FSU assistant professor unlocks mysteries of KSHV infection

In the early days of the AIDS epidemic, a once-rare form of cancer known as Kaposi's sarcoma (KS) emerged as a frequent harbinger of HIV. Its stigma was best illustrated by Tom Hanks, who portrayed a gay man trying to conceal the cancerous skin lesions from his co-workers in the 1993 movie "Philadelphia."

A few years after the movie's release, Fanxiu Zhu was a young virologist searching for a postdoctoral position. He found one, in Philadelphia, at a university laboratory investigating a newly identified virus linked to KS.

Today, Zhu is an assistant professor at Florida State University and a nationally recognized expert on KS. This spring, he won a new, five-year, $1.5 million grant from the National Institutes of Health (NIH) that will support the continuation of his widely published work, which could contribute to the development of more effective drug therapies.

"Kaposi's sarcoma has become the defining symptom of AIDS, so studying the virus that causes KS is obviously important for understanding AIDS and AIDS-related cancers," Zhu said.

Already Zhu's body of research has generated findings that may speed the development of more effective, targeted therapies for KS, which is caused by a human cancer virus now known as human herpesvirus 8 (HHV-8) or KS-associated herpesvirus (KSHV).

Zhu has become a leader in the study of KSHV by focusing on viral proteins that he and his Florida State research team have identified as crucial to the life cycle of the virus.

The protein they study extensively is called ORF45, short for "open reading frame 45." Zhu and his team found that the ORF45 protein has a wide variety of functions in infection.

"In fact, Dr. Zhu has discovered that the protein is 'packaged' with each new virus, meaning that it is present when a virus infects a new cell," said biologist P. Bryant Chase, chairman of FSU's Department of Biological Science.

"Infectious agents and infected cells are typically recognized and then eliminated by our immune system," Chase explained. "But Dr. Zhu's group has shown that the KSHV
 ORF45 protein plays a role in preventing the immune system from recognizing infected cells and removing them."
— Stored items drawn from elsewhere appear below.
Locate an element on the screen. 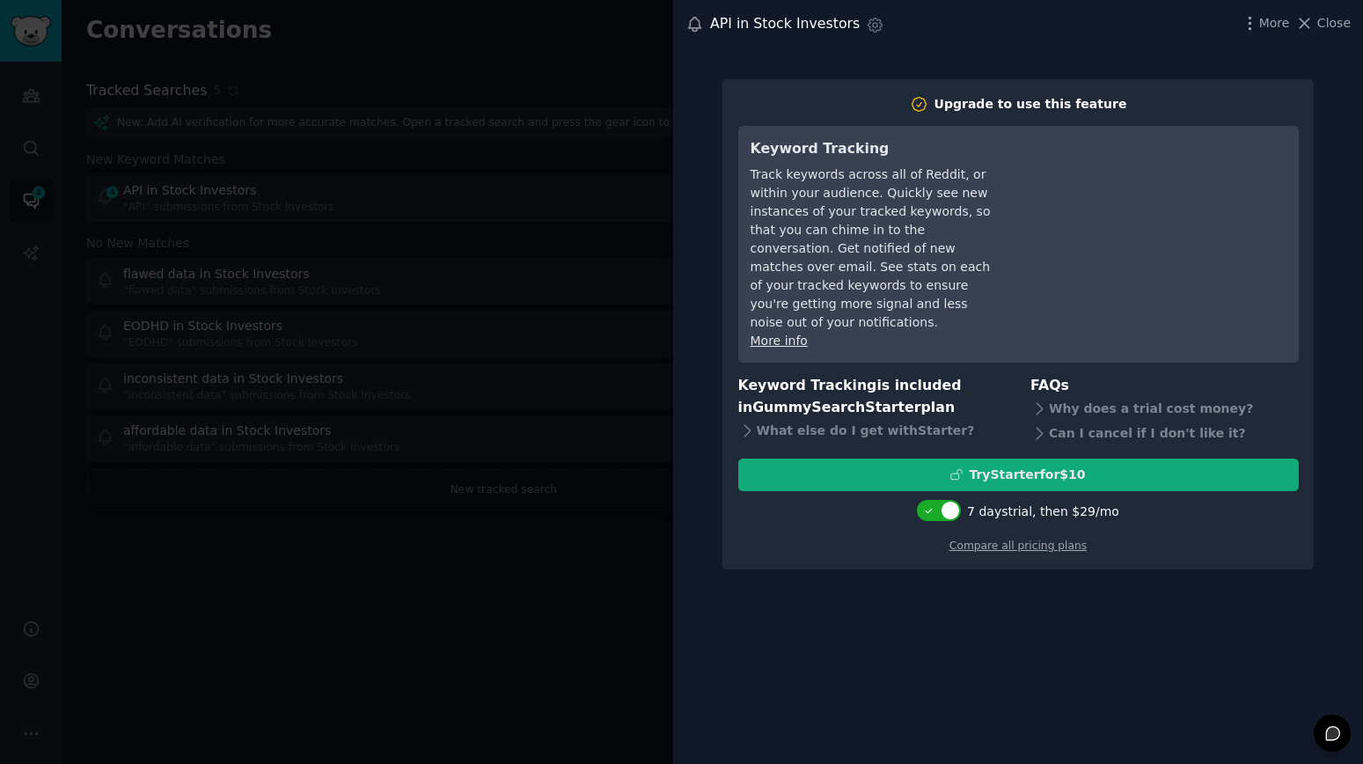 The width and height of the screenshot is (1363, 764). button: TryStarterfor$10 is located at coordinates (1018, 474).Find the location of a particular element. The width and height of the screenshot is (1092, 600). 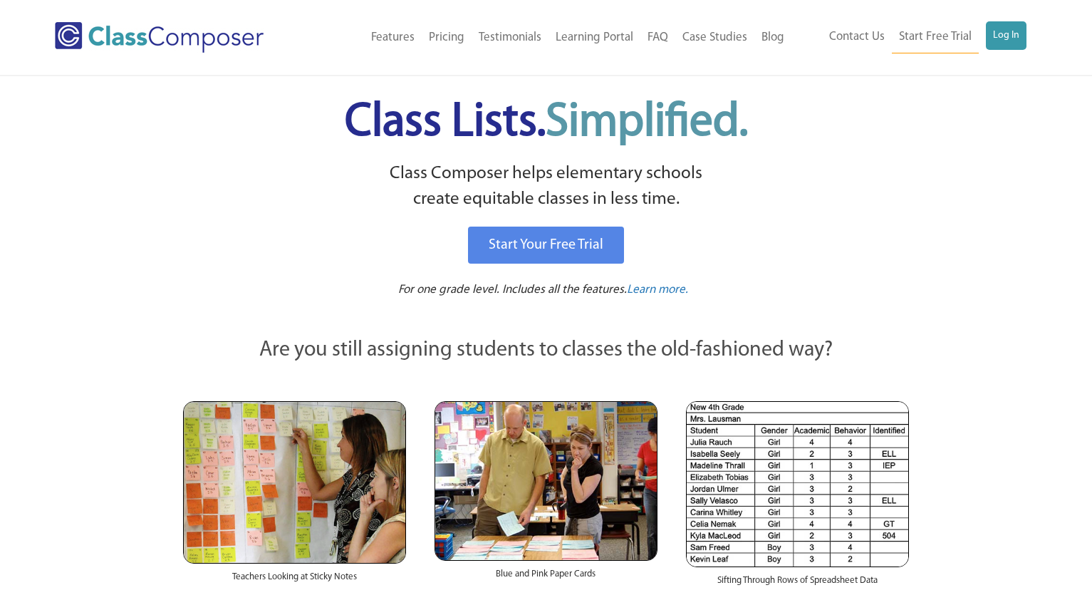

a: Case Studies is located at coordinates (715, 38).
Gaining a better understanding of just how that happens is a key component of the new NIH grant.

An earlier study by Zhu's research team found that the KSHV ORF45 protein "hijacks" the signaling pathways within cells that are critical for a cell's regulation of its multiple processes -- including what genes are expressed when and at what level, as well as what metabolic pathways will be turned on at any given time, and to what extent.

Now, Zhu's latest grant will help him to clarify the KSHV ORF45 protein's role not only within cellular signaling pathways but also in immune evasion -- the process by which an invading organism avoids or suppresses the host's immune responses to it.

Unlocking what once were the mysteries of the KSHV infection and replication are crucial to developing effective therapies because, despite the success of highly active antiretroviral therapy against HIV, KS remains a serious disease and the most common cancer among HIV/AIDS patients. KSHV also is associated with other human cancers such as primary effusion lymphoma and multicentric Castleman's disease.

In Africa, KS accounts for nearly half of the reported cancers and is the leading cause of cancer death in some areas. Current treatments for KSHV-associated diseases are not optimal because they don't attack the viral agent specifically.

"Dr. Zhu's work on KSHV ORF45 aims to give us a drug target that is specific to the virus," Chase said. "The newly funded studies should take
 him even closer to that goal."

Since 2008, nine papers coauthored by Zhu's research team have been featured in leading peer-reviewed publications, including the Journal of Virology, PLoS Pathogens, Journal of Biological Chemistry and Journal of Immunology.